Monday, July 2, 2012

Prion diseases related peptides


Prion diseases or transmissible spongiformencephalopathies (TSEs) are a family of rare progressive neurodegenerativedisorders that affect both humans and animals. They are distinguished by longincubation periods, characteristic spongiform changes associated with neuronalloss, and a failure to induce inflammatory response.

The causative agents of TSEs are believed to be prions.The term "prions" refers to abnormal, pathogenic agents that aretransmissible and are able to induce abnormal folding of specific normalcellular proteins called prion proteins that are found most abundantly in thebrain. The functions of these normal prion proteins are still not completelyunderstood. The abnormal folding of the prion proteins leads to brain damageand the characteristic signs and symptoms of the disease. Prion diseases areusually rapidly progressive and always fatal.

Familial prion diseases of humans include classicCreutzfeldt-Jakob disease (CJD), Gerstmann-Sträussler-Scheinker syndrome (GSS),and fatal insomnia (FI). These conditions form a spectrum of diseases withoverlapping signs and symptoms.The prevalent controversial ‘protein-only’ hypothesisproposes that the infectious agent is a misfolded protein that triggers andpropagates the disease in the absence of nucleic acid. The prion protein is thecause for all known mammalian prion diseases. Prion proteins are thought toexist in two different conformations. A properly folded form is denoted PrPC(for Common or Cellular)and a misfolded form is denoted PrPSc (for Scrapie,after one of the diseases first linked to prions and neurodegeneration.) Theprecise structure of the prion is not known but it can be formed by combiningPrPC, polyadenylic acid, and lipids in a Protein Misfolding CyclicAmplification (PMCA) reaction.

The protein encoded by the major prion protein gene is amembrane glycosylphosphatidylinositol-anchored glycoprotein that tends toaggregate into rod-like structures. The encoded protein contains a highlyunstable region of five tandem octapeptide repeats. This gene is found onchromosome 20, approximately 20 kbp upstream of a gene which encodes abiochemically and structurally similar protein to the one encoded by this gene.Mutations in the repeat region as well as elsewhere in this gene have beenassociated with Creutzfeldt-Jakob disease, fatal familial insomnia,Gerstmann-Straussler disease, Huntington disease-like 1, and kuru. Alternativesplicing results in multiple transcript variants encoding the same protein.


— INSTRUCTIONS TO FOLLOW —
Write out once more the lines running from the top of the entries below to the line with "This screenshot has width=1376, height=868.", both ends included.

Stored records

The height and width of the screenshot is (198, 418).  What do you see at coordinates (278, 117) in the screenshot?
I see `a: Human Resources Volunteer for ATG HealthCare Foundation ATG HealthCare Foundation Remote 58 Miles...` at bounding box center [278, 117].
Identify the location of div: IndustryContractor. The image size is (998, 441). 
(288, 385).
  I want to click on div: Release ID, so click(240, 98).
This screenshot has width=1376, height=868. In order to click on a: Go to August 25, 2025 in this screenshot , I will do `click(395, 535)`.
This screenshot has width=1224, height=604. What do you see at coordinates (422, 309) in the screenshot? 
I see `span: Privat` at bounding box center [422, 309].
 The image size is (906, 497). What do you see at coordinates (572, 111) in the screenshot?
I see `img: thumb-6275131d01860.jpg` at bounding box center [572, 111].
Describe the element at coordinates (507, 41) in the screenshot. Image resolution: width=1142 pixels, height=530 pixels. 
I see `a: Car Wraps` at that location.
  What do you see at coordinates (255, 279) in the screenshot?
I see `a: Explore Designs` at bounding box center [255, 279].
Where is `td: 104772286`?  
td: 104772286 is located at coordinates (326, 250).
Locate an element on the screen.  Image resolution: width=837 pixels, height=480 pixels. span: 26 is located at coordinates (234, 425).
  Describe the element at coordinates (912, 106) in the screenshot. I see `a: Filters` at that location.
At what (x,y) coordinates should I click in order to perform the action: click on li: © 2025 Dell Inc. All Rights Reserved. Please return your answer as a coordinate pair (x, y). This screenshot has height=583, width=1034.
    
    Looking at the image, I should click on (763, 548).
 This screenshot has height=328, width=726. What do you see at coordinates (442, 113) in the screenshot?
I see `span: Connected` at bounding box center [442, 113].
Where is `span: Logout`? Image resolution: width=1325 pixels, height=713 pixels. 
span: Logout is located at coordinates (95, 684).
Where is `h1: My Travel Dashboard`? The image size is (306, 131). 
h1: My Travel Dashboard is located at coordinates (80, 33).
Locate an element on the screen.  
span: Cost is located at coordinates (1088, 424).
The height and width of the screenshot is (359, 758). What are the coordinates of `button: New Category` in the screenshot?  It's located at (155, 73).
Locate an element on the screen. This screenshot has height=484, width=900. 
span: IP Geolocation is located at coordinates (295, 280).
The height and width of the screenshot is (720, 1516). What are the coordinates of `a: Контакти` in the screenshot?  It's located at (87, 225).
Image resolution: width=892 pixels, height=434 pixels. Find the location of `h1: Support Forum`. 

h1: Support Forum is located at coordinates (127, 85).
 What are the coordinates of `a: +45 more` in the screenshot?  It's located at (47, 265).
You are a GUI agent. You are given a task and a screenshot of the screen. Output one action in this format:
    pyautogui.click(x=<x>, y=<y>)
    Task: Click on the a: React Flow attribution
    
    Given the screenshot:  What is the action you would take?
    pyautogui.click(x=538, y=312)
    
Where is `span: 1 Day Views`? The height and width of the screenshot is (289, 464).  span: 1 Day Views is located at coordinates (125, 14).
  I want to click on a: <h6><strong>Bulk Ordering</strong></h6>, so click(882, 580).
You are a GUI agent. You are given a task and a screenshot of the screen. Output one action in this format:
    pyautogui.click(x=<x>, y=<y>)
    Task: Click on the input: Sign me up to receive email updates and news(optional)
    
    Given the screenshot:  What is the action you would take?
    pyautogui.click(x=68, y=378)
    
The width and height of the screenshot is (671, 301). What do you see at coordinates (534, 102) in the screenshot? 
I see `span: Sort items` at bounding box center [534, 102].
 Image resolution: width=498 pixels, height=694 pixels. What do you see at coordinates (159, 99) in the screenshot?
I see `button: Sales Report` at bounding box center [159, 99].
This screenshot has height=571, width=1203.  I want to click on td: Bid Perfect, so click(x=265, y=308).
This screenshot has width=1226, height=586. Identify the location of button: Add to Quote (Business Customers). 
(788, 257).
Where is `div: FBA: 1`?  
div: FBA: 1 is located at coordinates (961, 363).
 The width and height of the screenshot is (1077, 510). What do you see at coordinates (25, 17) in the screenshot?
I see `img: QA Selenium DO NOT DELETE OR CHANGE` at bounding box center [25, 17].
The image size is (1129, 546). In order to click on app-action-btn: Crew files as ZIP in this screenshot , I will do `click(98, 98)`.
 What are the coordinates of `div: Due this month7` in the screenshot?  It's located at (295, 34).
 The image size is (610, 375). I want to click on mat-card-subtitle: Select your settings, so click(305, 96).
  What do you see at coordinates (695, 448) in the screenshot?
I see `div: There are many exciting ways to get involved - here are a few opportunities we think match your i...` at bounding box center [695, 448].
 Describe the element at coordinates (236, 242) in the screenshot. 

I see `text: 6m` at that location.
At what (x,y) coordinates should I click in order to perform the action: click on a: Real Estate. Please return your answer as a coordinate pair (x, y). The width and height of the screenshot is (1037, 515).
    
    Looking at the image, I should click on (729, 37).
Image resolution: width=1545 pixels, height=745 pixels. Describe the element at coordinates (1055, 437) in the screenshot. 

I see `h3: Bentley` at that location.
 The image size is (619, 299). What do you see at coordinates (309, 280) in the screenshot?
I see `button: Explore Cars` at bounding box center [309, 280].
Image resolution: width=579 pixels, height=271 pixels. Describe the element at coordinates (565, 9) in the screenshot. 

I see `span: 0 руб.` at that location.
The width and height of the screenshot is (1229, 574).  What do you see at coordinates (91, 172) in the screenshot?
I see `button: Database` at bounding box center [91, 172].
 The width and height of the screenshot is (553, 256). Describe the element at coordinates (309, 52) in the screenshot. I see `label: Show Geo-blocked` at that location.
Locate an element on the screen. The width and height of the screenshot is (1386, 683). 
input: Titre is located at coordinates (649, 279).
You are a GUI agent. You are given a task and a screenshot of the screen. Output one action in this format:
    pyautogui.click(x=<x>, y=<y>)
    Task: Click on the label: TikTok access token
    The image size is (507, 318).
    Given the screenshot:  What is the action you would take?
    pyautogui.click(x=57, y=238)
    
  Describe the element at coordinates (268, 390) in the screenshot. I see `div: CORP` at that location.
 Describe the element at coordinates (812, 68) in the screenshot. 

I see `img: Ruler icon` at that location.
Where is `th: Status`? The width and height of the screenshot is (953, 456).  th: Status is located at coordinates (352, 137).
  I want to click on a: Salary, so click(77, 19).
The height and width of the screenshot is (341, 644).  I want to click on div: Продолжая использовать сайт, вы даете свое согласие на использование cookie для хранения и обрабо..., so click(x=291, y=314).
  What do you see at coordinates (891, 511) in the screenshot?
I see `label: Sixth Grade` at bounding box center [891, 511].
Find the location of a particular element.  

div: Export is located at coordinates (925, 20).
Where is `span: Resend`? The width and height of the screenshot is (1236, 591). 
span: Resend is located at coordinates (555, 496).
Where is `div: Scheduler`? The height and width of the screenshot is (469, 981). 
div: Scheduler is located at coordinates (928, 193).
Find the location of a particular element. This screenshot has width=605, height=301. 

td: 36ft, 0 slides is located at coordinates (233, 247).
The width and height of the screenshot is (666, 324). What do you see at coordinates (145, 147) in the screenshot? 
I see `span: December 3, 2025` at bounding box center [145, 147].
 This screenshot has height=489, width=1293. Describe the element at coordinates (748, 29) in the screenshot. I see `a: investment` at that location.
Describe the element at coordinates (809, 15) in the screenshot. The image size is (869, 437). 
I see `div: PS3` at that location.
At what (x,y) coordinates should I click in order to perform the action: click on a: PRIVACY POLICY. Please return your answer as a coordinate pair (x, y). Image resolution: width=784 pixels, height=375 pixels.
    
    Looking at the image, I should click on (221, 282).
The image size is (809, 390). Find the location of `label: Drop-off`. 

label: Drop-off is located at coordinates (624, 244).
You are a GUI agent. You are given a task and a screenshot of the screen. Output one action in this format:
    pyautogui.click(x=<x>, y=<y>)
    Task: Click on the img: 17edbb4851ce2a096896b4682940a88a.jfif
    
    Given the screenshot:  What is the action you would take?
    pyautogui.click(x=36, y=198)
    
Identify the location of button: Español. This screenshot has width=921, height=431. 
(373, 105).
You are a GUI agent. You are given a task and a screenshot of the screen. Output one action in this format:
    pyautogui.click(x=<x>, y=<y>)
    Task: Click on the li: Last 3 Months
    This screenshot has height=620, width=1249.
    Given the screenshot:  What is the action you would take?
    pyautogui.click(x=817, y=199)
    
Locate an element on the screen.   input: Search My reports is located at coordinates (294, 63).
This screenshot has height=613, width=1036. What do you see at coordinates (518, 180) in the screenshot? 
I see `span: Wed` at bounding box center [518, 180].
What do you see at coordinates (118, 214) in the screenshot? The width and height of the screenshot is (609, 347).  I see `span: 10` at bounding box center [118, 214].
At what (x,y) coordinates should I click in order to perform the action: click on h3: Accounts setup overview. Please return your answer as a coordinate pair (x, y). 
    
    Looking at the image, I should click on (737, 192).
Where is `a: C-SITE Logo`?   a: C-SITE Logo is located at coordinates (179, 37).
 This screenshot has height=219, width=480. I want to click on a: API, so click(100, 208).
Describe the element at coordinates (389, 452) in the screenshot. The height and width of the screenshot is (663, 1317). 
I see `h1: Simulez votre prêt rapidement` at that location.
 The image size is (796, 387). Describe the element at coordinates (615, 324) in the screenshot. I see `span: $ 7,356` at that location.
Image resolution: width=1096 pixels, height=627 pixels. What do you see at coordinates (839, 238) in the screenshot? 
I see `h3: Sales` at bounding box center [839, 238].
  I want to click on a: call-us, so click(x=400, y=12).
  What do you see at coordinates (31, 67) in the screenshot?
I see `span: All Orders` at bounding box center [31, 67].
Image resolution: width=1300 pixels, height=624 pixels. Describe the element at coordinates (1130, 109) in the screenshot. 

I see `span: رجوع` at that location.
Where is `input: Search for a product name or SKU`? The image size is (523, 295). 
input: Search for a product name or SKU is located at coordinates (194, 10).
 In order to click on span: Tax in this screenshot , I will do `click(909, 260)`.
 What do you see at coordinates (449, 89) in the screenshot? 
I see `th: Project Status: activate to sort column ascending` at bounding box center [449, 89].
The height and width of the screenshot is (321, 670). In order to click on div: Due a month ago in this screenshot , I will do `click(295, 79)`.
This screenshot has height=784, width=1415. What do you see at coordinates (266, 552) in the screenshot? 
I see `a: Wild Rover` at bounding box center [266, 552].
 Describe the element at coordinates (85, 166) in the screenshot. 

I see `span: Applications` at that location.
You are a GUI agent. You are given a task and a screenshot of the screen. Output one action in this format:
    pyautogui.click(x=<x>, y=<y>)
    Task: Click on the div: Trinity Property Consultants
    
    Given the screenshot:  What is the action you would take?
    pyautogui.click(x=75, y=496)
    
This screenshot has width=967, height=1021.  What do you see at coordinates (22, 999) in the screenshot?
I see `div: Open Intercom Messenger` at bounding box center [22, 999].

— RESPONSE TO THE EXERCISE —
The height and width of the screenshot is (198, 418).  What do you see at coordinates (278, 117) in the screenshot?
I see `a: Human Resources Volunteer for ATG HealthCare Foundation ATG HealthCare Foundation Remote 58 Miles...` at bounding box center [278, 117].
Identify the location of div: IndustryContractor. The image size is (998, 441). 
(288, 385).
  I want to click on div: Release ID, so click(240, 98).
This screenshot has width=1376, height=868. In order to click on a: Go to August 25, 2025 in this screenshot , I will do `click(395, 535)`.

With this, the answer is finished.